Tucked between the mist-laden hills of Dongting East Mountain and the gentle shores of Taihu Lake in Jiangsu Province, Biluochun—literally “Green Snail of Spring”—has charmed Chinese scholars, emperors, and now global tea lovers for over a thousand years. Its tiny, spiral-shaped leaves may appear unassuming, yet they carry one of the most fragrant and nuanced profiles in the entire green-tea canon. To understand Biluochun is to listen to a soft spring whisper that begins in the orchard-like tea gardens of Suzhou and ends in the quiet focus of a gaiwan half a world away.
Historical roots
The first written record appears in the Tang Dynasty’s “Tea Canon” of Lu Yu, but the name Biluochun was supposedly bestowed by the Kangxi Emperor (r. 1661-1722) after he tasted the tea during a southern inspection tour. Enchanted by the curling shape and the sudden burst of fruity aroma, he replaced the vulgar original name “Xia Sha Ren Xiang” (literally “scary fragrance”) with the elegant “green snail spring.” From that moment the tea became a tribute item, carried northward on the Grand Canal in sealed bamboo tubes lined with orange peel to preserve its delicacy.
Micro-terroir
The terroir is inseparable from the flavor. Dongting’s hills are volcanic, porous, and rich in micro-elements; nights are cool while days are mild, slowed by lake moisture. Within the tea rows grow peach, plum, and apricot trees whose blossoms drop petals that decompose into the topsoil. The interplanting is deliberate: fruit trees provide shade, regulate humidity, and share their floral volatiles with the tea buds, creating Biluochun’s signature “orchid-and-apricot” note impossible to replicate elsewhere.
Harvest calendar
Authentic Biluochun is picked only fifteen mornings each year, beginning when the lake fog is thickest—usually between Grain Rain (April 20) and the end of the month.
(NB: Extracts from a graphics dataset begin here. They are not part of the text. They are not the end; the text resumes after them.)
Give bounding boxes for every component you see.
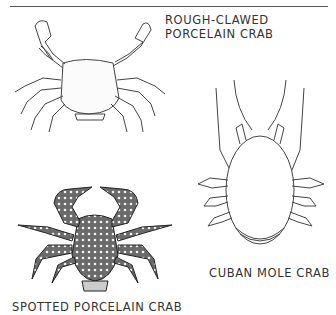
label-line-2: PORCELAIN CRAB bbox=[165, 27, 274, 41]
label-line-1: ROUGH-CLAWED bbox=[165, 13, 274, 27]
rough-clawed-porcelain-crab-illustration bbox=[5, 18, 170, 138]
top-rule bbox=[10, 6, 328, 7]
spotted-porcelain-crab-label: SPOTTED PORCELAIN CRAB bbox=[12, 300, 182, 314]
rough-clawed-porcelain-crab-label: ROUGH-CLAWED PORCELAIN CRAB bbox=[165, 13, 274, 41]
cuban-mole-crab-illustration bbox=[196, 80, 336, 250]
spotted-porcelain-crab-illustration bbox=[8, 183, 183, 298]
cuban-mole-crab-label: CUBAN MOLE CRAB bbox=[209, 266, 330, 280]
Pickers seek the mythical “one bud with one half-open leaf” measuring 1.5–2 cm, a size that disappears between thumb and forefinger. Experienced eyes discard any bud whose leaf has already unfurled; that fraction of a millimeter determines whether the finished tea will taste like sweet pea or like boiled spinach.
Craft: the 10-step spiral
Within four hours of plucking the buds enter the village workshop where a master who has trained since childhood orchestrates ten steps: withering, primary firing, rolling, first spiral-shaping, low-temperature rest, second spiral-shaping, scent-absorption, final firing, cooling, and selection. The most iconic phase is the hand-firing on a cast-iron pan maintained at precisely 120 °C. The master uses bare fingers to press, rub, and toss the leaves for eight minutes, reducing moisture from 75 % to 30 % while coiling each bud into a tight spiral. A single lapse in rhythm can scorch the leaf or snap the tip, so the workshop is silent except for the soft hiss of evaporation and the occasional crackle of a wayward stem.
Chemical alchemy
The quick, high heat deactivates polyphenol oxidase within 90 seconds, locking in the vibrant chlorophyll that gives the liquor its jade glow. Simultaneously, amino acids—especially L-theanine—concentrate, while monoterpene alcohols (linalool, geraniol) formed during the brief withering phase survive the firing, yielding the tea’s honeyed floral lift. The result is a rare balance: the grassy snap of Japanese sencha without its oceanic edge, and the chestnut sweetness of Longjing without its chestnut astringency.
Grades and market reality
Chinese national standards divide Biluochun into five grades: Supreme, Special, Grade 1, Grade 2, and Grade 3. Supreme requires 60,000 buds per 500 g and must be 100 % hand-crafted within Dongting East Mountain. Counterfeits abound—some producers import Sichuan or Guizhou buds harvested in early March, machine-roll them, then scent with artificial peach flavor. Authentic Supreme Biluochun is never cheap; in 2023 pre-Qingming lots sold at auction for USD 2,400 per 500 g, yet the same leaves yield thirty brews, bringing the cost per cup below that of a café latte.